Today, I continue making my vessels using the hand building technique taught to me by Panchita.

However, I decorate my vessels using two pre-Colombian techniques which I have been able to rediscover – an Andean smoke resist technique called “negative painting” as well as “iridescent painting”.   Both these decorations are applied to a vessel that has already been fired, thus they are both considered post-fire decorative techniques.  The pre-Columbian coastal Ecuadorians apparently specialized in post-fire decorative techniques!

Negative Painting:  In the case of  “negative painting”, also known as a smoke resist,  a design using a clay slip is painted onto the already fired vessel.  Then the vessel must be turned dark brown or black in a secondary very low temperature “smoking” or “smudge” firing not exceeding 300 degrees C.

Amaru neckless olla after painting but before smudging

Amaru neckless olla after painting but before smudging.  Vessel made and decorated by Kathleen Klumpp.

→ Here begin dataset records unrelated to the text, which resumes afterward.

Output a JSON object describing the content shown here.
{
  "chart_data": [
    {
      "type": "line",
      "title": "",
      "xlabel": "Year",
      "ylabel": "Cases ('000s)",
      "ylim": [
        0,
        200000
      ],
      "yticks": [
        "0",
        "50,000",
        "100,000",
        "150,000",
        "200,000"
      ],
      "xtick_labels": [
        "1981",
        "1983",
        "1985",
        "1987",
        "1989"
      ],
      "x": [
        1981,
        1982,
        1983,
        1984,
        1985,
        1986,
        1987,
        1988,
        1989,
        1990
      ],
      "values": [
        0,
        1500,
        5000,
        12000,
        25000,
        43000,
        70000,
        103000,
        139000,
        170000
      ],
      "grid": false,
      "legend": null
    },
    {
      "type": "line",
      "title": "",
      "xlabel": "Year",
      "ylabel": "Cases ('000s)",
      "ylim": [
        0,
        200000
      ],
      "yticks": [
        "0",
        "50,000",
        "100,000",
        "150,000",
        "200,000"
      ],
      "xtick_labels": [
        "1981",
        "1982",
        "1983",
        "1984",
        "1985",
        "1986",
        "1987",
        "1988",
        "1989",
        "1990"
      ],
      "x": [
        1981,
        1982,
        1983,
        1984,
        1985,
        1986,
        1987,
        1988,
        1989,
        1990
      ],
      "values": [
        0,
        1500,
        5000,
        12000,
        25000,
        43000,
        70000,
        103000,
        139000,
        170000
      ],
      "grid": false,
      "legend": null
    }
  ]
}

The layer of clay slip protecting the design underneath must be applied thickly in successive layers, using a brush.  It has to be thick to protect the design from the next step: smoking or smudging the pot in order to turn the unprotected areas a dark brown or black.   After the vessel cools, the protective coating is removed revealing the design which will be in the original color of the fired clay pot.    Sometimes, there will be a bleed-through of the smoke on the edges of the line.  This may be considered a diagnostic tell-tale sign of negative painting.  It occurs because when using a brush to apply the clay slip, the center of the line will usually be thicker than its edges, allowing the smoke to partially penetrate.  The layer of clay slip protecting the design underneath must be applied thickly in successive layers with a brush.  It has to be thick to protect the design from the next step: smoking or smudging the pot in order to turn the unprotected areas a dark brown or black.   After the vessel cools, the protective coating is removed revealing the design which will be in the original color of the fired clay pot.

Snake babuco

Same amaru olla after smudging and removing protective slip layer.

However, this effect may also be modified by cleaning up the lines with a stick.

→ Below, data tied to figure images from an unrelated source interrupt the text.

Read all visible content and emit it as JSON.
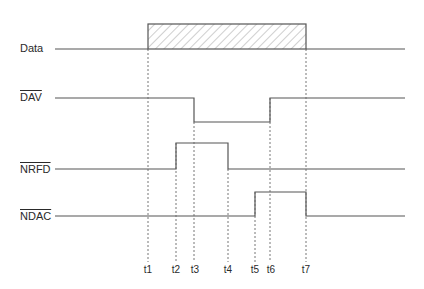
{
  "signals": [
    {
      "name": "Data",
      "overbar": false,
      "label_y": 43
    },
    {
      "name": "DAV",
      "overbar": true,
      "label_y": 92
    },
    {
      "name": "NRFD",
      "overbar": true,
      "label_y": 164
    },
    {
      "name": "NDAC",
      "overbar": true,
      "label_y": 211
    }
  ],
  "time_markers": [
    {
      "label": "t1",
      "x": 148
    },
    {
      "label": "t2",
      "x": 176
    },
    {
      "label": "t3",
      "x": 194
    },
    {
      "label": "t4",
      "x": 228
    },
    {
      "label": "t5",
      "x": 255
    },
    {
      "label": "t6",
      "x": 270
    },
    {
      "label": "t7",
      "x": 306
    }
  ],
  "waveforms": {
    "data": {
      "baseline_y": 49,
      "box_top_y": 24,
      "valid_from": "t1",
      "valid_to": "t7",
      "hatched": true
    },
    "dav": {
      "high_y": 98,
      "low_y": 122,
      "falls_at": "t3",
      "rises_at": "t6"
    },
    "nrfd": {
      "low_y": 169,
      "high_y": 143,
      "rises_at": "t2",
      "falls_at": "t4"
    },
    "ndac": {
      "low_y": 216,
      "high_y": 192,
      "rises_at": "t5",
      "falls_at": "t7"
    }
  },
  "colors": {
    "line": "#555555",
    "dashed": "#666666",
    "text": "#2a2a2a"
  }
}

Cleaning up lines and dots with bamboo stick

Cleaning up lines and dots with bamboo stick

 

 

Lines cleaned up so that no bleed thru visible

Lines cleaned up so that no bleed thru visible

 

 

 

 

 

 

 

 

 

 

Iridescent Painting:  Iridescent painting is also a post-fire decorative technique.   It has been definitively shown to be so by Aurelio Alvarez Perez in his analysis of iridescent painted potsherds from coastal Ecuador via scanning electron microscopy (See Aurelio Alvarez Perez (La cerámica arqueológica del Ecuador 1995:409 in Mercedes Guinea, Jean-François Bouchard & Jorge Marcos (coordinadores)  Cultura y medio ambiente en el area andina septentrional, no. 21, 1995).  While that study clearly indicated the the iridescent paint had been applied to an already fired ceramic, and that it consisted of laminar micro-crystals, it told us nothing about the raw materials and technique used to produce iridescent painted pottery.  This latter task fell to me.  Not only is iridescent painting a finger painted decoration consisting of bands and dots, but that the paint consists of a watery red iron oxide (ferric oxide or hematite) that also must contain very fine ground up particles of specular hematite, the crystalline form of hematite in order to give the decoration its unusual metallic-like luster.  It is the specular hematite that is responsible for giving a unique reddish to silvery patina or luster characteristic of iridescent painted wares.  Without the presence of specular hematite, and without a special method of applying the paint shown in the video below, no metallic luster will be attainable.

I have completed a video detailing my hypothesis about how the ancient coastal Chorrera potters were accomplishing iridescent painting, a technique that goes back to about 1000 years before Christ.